Antigenic Drift and Antigenic Shift
المؤلف:
Stefan Riedel, Jeffery A. Hobden, Steve Miller, Stephen A. Morse, Timothy A. Mietzner, Barbara Detrick, Thomas G. Mitchell, Judy A. Sakanari, Peter Hotez, Rojelio Mejia
المصدر:
Jawetz, Melnick, & Adelberg’s Medical Microbiology
الجزء والصفحة:
28e , p584-585
2025-12-27
708
Influenza viruses are remarkable because of the frequent antigenic changes that occur in HA and NA. Antigenic variants of influenza virus have a selective advantage over the parental virus in the presence of antibody directed against the original strain. This phenomenon is responsible for the unique epidemiologic features of influenza. Other respiratory tract agents do not display significant antigenic variation.

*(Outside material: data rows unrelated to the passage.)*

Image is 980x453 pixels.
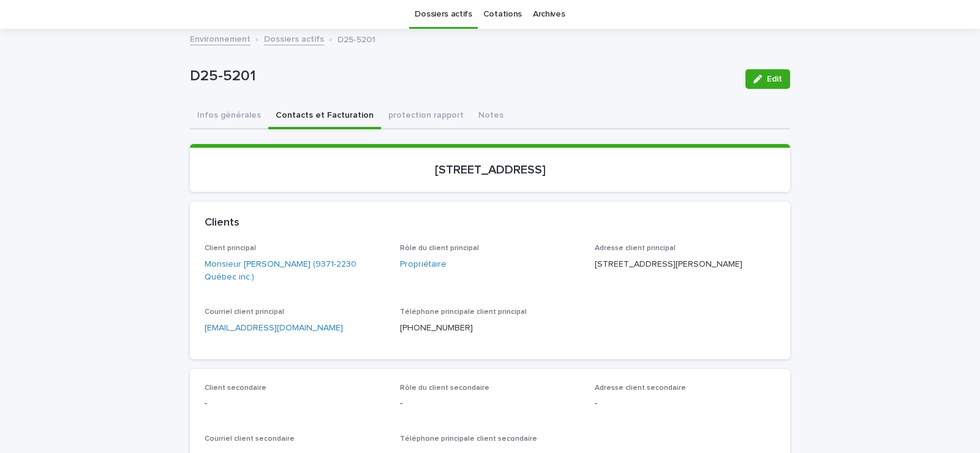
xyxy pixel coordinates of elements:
span: Edit [767,74,782,84]
span: Courriel client secondaire [205,435,295,442]
button: Infos générales [190,103,268,129]
a: Propriétaire [400,258,446,271]
button: Notes [470,103,510,129]
p: - [205,397,385,410]
p: D25-5201 [338,32,376,46]
p: - [594,397,775,410]
span: Téléphone principale client secondaire [400,435,537,442]
span: Client secondaire [205,384,266,392]
span: Rôle du client secondaire [400,384,489,392]
span: Client principal [205,245,256,252]
span: Téléphone principale client principal [400,308,526,315]
p: [PHONE_NUMBER] [400,322,580,335]
span: Adresse client secondaire [594,384,686,392]
button: Edit [745,69,790,88]
a: Environnement [190,32,250,46]
a: Monsieur [PERSON_NAME] (9371-2230 Québec inc.) [205,258,385,284]
a: [EMAIL_ADDRESS][DOMAIN_NAME] [205,324,343,332]
button: Contacts et Facturation [268,103,381,129]
p: [STREET_ADDRESS][PERSON_NAME] [594,258,775,271]
p: [STREET_ADDRESS] [205,163,775,177]
span: Rôle du client principal [400,245,479,252]
a: Dossiers actifs [264,32,324,46]
span: Courriel client principal [205,308,285,315]
h2: Clients [205,216,239,230]
p: - [400,397,580,410]
span: Adresse client principal [594,245,675,252]
button: protection rapport [381,103,470,129]
p: D25-5201 [190,67,735,86]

The two surface antigens of influenza undergo antigenic variation independent of each other. Minor antigenic changes are termed antigenic drift; major antigenic changes in HA or NA, called antigenic shift, result in the appearance of a new subtype (Figure 1). Antigenic shift is most likely to result in an epidemic.

Fig1. Antigenic drift and antigenic shift account for antigenic changes in the two surface glycoproteins (hemagglutinin [HA] and neuraminidase [NA]) of influenza virus. Antigenic drift is a gradual change in antigenicity caused by point mutations that affect major antigenic sites on the glycoprotein. Antigenic shift is an abrupt change caused by genetic reassortment with an unrelated strain. Changes in HA and NA occur independently. Internal proteins of the virus, such as the nucleoprotein (NP), do not undergo antigenic changes.
Antigenic drift is caused by the accumulation of point mutations in the gene, resulting in amino acid changes in the protein. Sequence changes can alter antigenic sites on the molecule such that a virion can escape recognition by the host’s immune system. The immune system does not cause the antigenic variation but rather functions as a selection force that allows new antigenic variants to expand. A variant must sustain two or more mutations before a new, epidemiologically significant strain emerges.
Antigenic shift reflects drastic changes in the sequence of a viral surface protein, caused by genetic reassortment between human, swine, and avian influenza viruses. Influenza B and C viruses do not exhibit antigenic shift because few related viruses exist in animals.